At the commutation hearing, Honie’s legal team presented evidence about his traumatic childhood growing up on a Hopi reservation — which he said contributed to his alcohol and drug abuse at an early age. These experiences, along with a number of head injuries he received as a child, had a “synergistic effect” with his “extreme intoxication” on the July night in 1998 when he killed Benn, his attorneys argued in his commutation petition.

Fighting a death sentence for 25 years

Some of the men who have previously been executed in Utah eventually gave up their appeals and were killed. But not Honie, who has fought his execution for 25 years.

None of his appeals were successful. That included arguing to the Utah Supreme Court after his 1999 sentencing that he was unfairly discriminated against because he is part of the Hopi tribe.

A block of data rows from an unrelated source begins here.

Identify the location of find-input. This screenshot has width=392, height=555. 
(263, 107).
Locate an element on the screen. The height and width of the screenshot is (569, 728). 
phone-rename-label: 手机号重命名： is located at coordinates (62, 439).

In the early appeal, he argued that the trial prosecutor acted improperly when he compared the value of Honie’s life to the value of Benn’s — and noted that Honie “did not murder a drunken Indian in the park” or someone who spent her life “drinking alcohol and puking and walking the streets and shoplifting” at Walmart.

“He murdered someone that these people look up to,” the prosecutor had argued. “He murdered a superstar in the Paiute community.”

But the state’s high court ruled that these statements likely didn’t influence the judge who ordered him to death. In his 1999 decision, that judge condemned the prosecutor’s statements and wrote that he would have decided the same “had the victim been ‘a drunken Indian in the park’ or a drunken white man in the park, or a sober doctor in his office, etc.”

“Each human life is of equal value,” the judge continued. “The murder of any victim under the circumstances of this case, no matter what that victim[’]s status, would have been just as painful, traumatic, and reprehensible, and would require the same punishment.”

Honie was the youngest man on Utah’s death row, and, at 25 years, he has spent the least amount of time awaiting his sentence. His legal team had pushed forward a flurry of appeals and lawsuits in his final days, but it didn’t change the outcome.

Those appeals included challenging the drugs the Department of Corrections was planning to use to execute him. Initially, prison officials planned to execute Honie with the never-before-used combination of ketamine, fentanyl and potassium chloride. This came at the recommendation of an unnamed pharmacist, according to court records, who advised Utah officials that the more commonly used death drug pentobarbital was not available.

But Honie sued over the three-drug combination, arguing that the novel concoction risked a torturous death in violation of Utah’s constitution, which prohibits cruel and unusual punishment. His attorneys offered in that lawsuit that pentobarbital would be a better alternative. It’s a proven death penalty drug that’s been used in 14 other states, according to the Death Penalty Information Center.

Prison officials eventually connected with a source for pentobarbital — a supplier which has been kept secret from the public — and they paid $200,000 for three doses of the death drug.

(Trent Nelson | The Salt Lake Tribune) The sun goes down behind the free speech zone near the Utah State Correctional Facility in Salt Lake City, hours before the scheduled execution of Taberon Honie on Wednesday, Aug. 7, 2024.